Posts Tagged ‘NCBIO’

Sabine Vollmer

NC biotech industry eyes unique chance to shape the FDA

Saturday, October 15, 2011, 8:48 pm By No Comments | Post a Comment

Gov. Beverly Perdue’s announcement that a California biotech will set up shop in North Carolina’s Research Triangle was a welcome but short-lived diversion Wednesday during the annual meeting of the North Carolina Biosciences Organization in Research Triangle Park.

Paul Maier, Sequenom's chief financial officer, and Gov. Beverly Perdue face the TV cameras following Perdue's announcement that San Diego-based Sequenom will open a large lab in the Research Triangle.

Sequenom, a San Diego-based diagnostics company, plans to open a lab on Kit Creek Road next year and start analyzing blood samples from a new, prenatal blood test to detect Down Syndrome. The test would replace more invasive measures such as amniocentesis, which employs a long needle to sample amniotic fluid from inside the uterus.

Sequenom will invest $18.7 million and create up to 242 jobs.

The standing-room-only audience in the N.C. Biotechnology Center auditorium gave Paul Maier, Sequenom’s chief financial officer, a round of applause before Maier and Perdue faced the TV cameras and reporters outside.

Then, the biotech executives inside the auditorium went back to the unique chance that presents itself next year to shape the U.S. Food and Drug Administration.

Andrew von Eschenbach, former FDA commissioner and NCBIO’s keynote speaker, left no doubt that nothing short of a radical therapy will do.

Andrew von Eschenbach

“We’re approaching a crisis situation [in the U.S.] as far as being at the forefront of innovation,” Eschenbach said. The FDA is “in need of a systematic, systemic and formal revision. The moment for modernization is now.”

The FDA has been under close public scrutiny since 2004, when Vioxx was linked to thousands of sudden cardiac deaths before Merck pulled the pain killer off the market.

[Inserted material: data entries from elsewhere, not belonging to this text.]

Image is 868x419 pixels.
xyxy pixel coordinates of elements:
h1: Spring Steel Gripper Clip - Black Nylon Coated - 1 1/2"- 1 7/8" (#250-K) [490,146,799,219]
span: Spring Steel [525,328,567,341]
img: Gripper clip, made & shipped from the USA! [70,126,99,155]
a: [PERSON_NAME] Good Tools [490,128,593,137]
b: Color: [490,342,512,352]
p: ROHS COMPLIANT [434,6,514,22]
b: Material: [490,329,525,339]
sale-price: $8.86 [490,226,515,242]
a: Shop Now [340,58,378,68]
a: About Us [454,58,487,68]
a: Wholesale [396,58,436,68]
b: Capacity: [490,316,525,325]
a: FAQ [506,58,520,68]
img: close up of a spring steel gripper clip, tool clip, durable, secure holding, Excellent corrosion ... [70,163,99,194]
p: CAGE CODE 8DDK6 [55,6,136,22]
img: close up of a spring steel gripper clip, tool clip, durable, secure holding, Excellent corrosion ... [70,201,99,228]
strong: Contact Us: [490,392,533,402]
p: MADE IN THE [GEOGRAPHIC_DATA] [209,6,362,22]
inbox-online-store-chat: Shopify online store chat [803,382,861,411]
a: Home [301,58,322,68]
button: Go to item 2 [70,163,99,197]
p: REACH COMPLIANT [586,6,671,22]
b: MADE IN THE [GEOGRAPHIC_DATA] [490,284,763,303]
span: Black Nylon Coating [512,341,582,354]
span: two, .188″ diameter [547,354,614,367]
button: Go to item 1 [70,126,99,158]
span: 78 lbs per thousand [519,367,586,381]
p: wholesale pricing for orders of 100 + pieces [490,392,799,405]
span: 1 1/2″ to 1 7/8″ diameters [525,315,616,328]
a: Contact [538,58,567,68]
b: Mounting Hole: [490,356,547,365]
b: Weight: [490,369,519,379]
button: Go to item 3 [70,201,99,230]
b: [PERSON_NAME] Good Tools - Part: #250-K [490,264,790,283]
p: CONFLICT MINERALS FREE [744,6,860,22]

In 2009, a report released by the Government Accountability Office, the investigative arm of Congress, listed the FDA at risk of failing to fulfill its mission. Chronic underfunding, expanding responsibilities and an aging workforce that wasn’t keeping up with the rapidly advancing science hobbled the agency.

In July, FDAImports.com, a blog written by regulatory consultants, published information that suggested FDA Commissioner Dr. Margaret Hamburg was restructuring the agency’s top management tier. As a Washington Post profile pointed out, Hamburg, a Harvard-trained physician and former New York City health commissioner, had no ties to the pharmaceutical industry when President Obama appointed her.

With changes already under way at the FDA, it could become a watershed year.

In 2012, renewal of the Prescription Drug User Fee Act, or PDUFA, is up. Enacted in 1992, PDUFA established a funding mechanism for the FDA to regulate new medical products and make sure they are effective and do no unnecessary harm. The federal law has been subject to changes every five years, when Congress had to renew it to keep the system going.

The potential for significant changes is particularly large in 2012, because PDUFA for the first time is due for renewal during a presidential election year. And what a turbulent election year it promises to be four years into stubbornly high unemployment, ongoing banking crises and steep government budget cuts.

“This is going to create some interesting politics in Congress,” said J.C. Scott, the head lobbyist for AdvaMed, a trade association representing the medical device and technology industry. Scott was one of several NCBIO speakers addressing regulatory policy recommendations for overhauling the FDA.

Lobbyists for the biotech, pharmaceutical and medical device industries are not about to pass up this opportunity.

Young and small companies are getting squeezed by a lack of innovation capital. (More on innovation that isn’t being funded here.) Facing stagnant research and development productivity and the expiration of valuable drug patents in the U.S., large drugmakers have been cutting jobs for years. (More on the lack of big pharma R&D productivity here.)

The Biotechnology Industry Organization, or BIO, has already drawn up a wish list of changes. According to Cartier Esham, BIO’s senior director of emerging companies, health and regulatory affairs, who also spoke at NCBIO’s annual meeting, policy items on the list include:

  • a fixed six-year term for the commissioner,
  • the use of electronic health records and smart phones in clinical trials,
  • faster approval of products for unmet medical needs similar to how European regulators do it,
  • improved advisory committees,
  • the establishment of chief medical policy officer positions and
  • setting up the FDA with an independent budget. (The FDA is now funded under the U.S. Department of Agriculture.)

“It is our intent,” Esham said, “to get as many of these [policy changes] enacted into legislation as possible.”